Community policing consists of two core elements, namely:

Explanation:
Community policing is built on two main commitments: partnerships with the community and proactive problem solving. Partnerships mean police work closely with residents, community groups, businesses, schools, and other organizations to identify issues, share information, and develop solutions together. Problem solving means moving beyond simply responding to incidents to addressing the underlying factors that create crime and disorder, using a structured, collaborative approach to analyze problems, design targeted interventions, and assess results. This pairing captures the essential shift in policing: it relies on building trust and cooperation while also applying deliberate, prevention-focused efforts to reduce harm in the community. The option that pairs community partnerships with problem solving best reflects this dual emphasis. It explicitly names collaboration with the community and a systematic, solving-focused approach. Other framings either substitute problem solving with crime prevention, which is more about outcomes, or rely on vague terms like “community problem” or emphasize public relations, which do not convey the active, collaborative resolution of issues that defines community policing.

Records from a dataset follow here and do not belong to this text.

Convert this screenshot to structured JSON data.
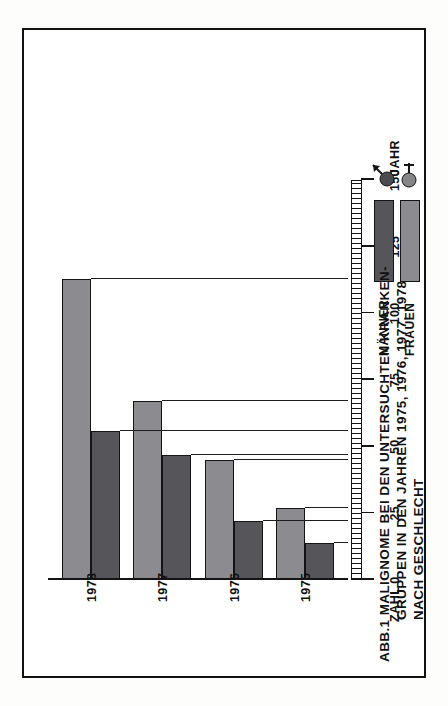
{
  "figure": {
    "caption_lines": [
      "ABB.1  MALIGNOME  BEI  DEN  UNTERSUCHTEN KRANKEN-",
      "GRUPPEN IN DEN JAHREN 1975, 1976, 1977, 1978",
      "NACH GESCHLECHT"
    ],
    "axis_value_title": "ZAHL",
    "axis_category_title": "JAHR"
  },
  "legend": {
    "rows": [
      {
        "label": "MÄNNER",
        "color": "#55555a",
        "symbol": "mars-symbol"
      },
      {
        "label": "FRAUEN",
        "color": "#8c8c90",
        "symbol": "venus-symbol"
      }
    ]
  },
  "chart_data": {
    "type": "bar",
    "xlabel": "JAHR",
    "ylabel": "ZAHL",
    "ylim": [
      0,
      150
    ],
    "yticks": [
      0,
      25,
      50,
      75,
      100,
      125,
      150
    ],
    "ytick_labels": [
      "0",
      "25",
      "50",
      "75",
      "100",
      "125",
      "150"
    ],
    "grid": true,
    "legend_position": "right",
    "orientation": "vertical-bars-rotated-90ccw",
    "categories": [
      "1975",
      "1976",
      "1977",
      "1978"
    ],
    "series": [
      {
        "name": "FRAUEN",
        "color": "#8c8c90",
        "values": [
          27,
          45,
          67,
          113
        ]
      },
      {
        "name": "MÄNNER",
        "color": "#55555a",
        "values": [
          14,
          22,
          47,
          56
        ]
      }
    ]
  }
}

Community policing is built on two main commitments: partnerships with the community and proactive problem solving. Partnerships mean police work closely with residents, community groups, businesses, schools, and other organizations to identify issues, share information, and develop solutions together. Problem solving means moving beyond simply responding to incidents to addressing the underlying factors that create crime and disorder, using a structured, collaborative approach to analyze problems, design targeted interventions, and assess results. This pairing captures the essential shift in policing: it relies on building trust and cooperation while also applying deliberate, prevention-focused efforts to reduce harm in the community.

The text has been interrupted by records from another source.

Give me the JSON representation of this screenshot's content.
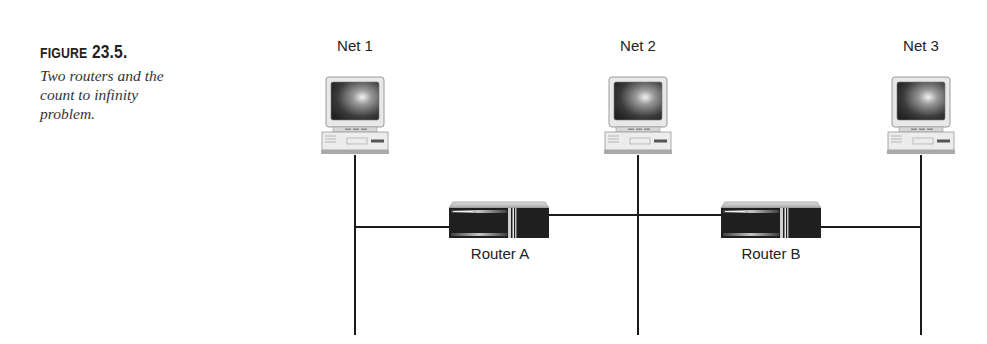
{
  "figure": {
    "number_word": "Figure",
    "number": "23.5.",
    "description_lines": [
      "Two routers and the",
      "count to infinity",
      "problem."
    ]
  },
  "networks": [
    {
      "id": "net1",
      "label": "Net 1",
      "x": 355
    },
    {
      "id": "net2",
      "label": "Net 2",
      "x": 638
    },
    {
      "id": "net3",
      "label": "Net 3",
      "x": 921
    }
  ],
  "routers": [
    {
      "id": "router-a",
      "label": "Router A",
      "x": 449,
      "connects": [
        "Net 1",
        "Net 2"
      ]
    },
    {
      "id": "router-b",
      "label": "Router B",
      "x": 721,
      "connects": [
        "Net 2",
        "Net 3"
      ]
    }
  ],
  "colors": {
    "line": "#1a1a1a",
    "router_body": "#1c1c1c",
    "router_top": "#c8c8c8",
    "monitor_shell": "#e6e6e6",
    "screen": "#555555"
  }
}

The option that pairs community partnerships with problem solving best reflects this dual emphasis. It explicitly names collaboration with the community and a systematic, solving-focused approach. Other framings either substitute problem solving with crime prevention, which is more about outcomes, or rely on vague terms like “community problem” or emphasize public relations, which do not convey the active, collaborative resolution of issues that defines community policing.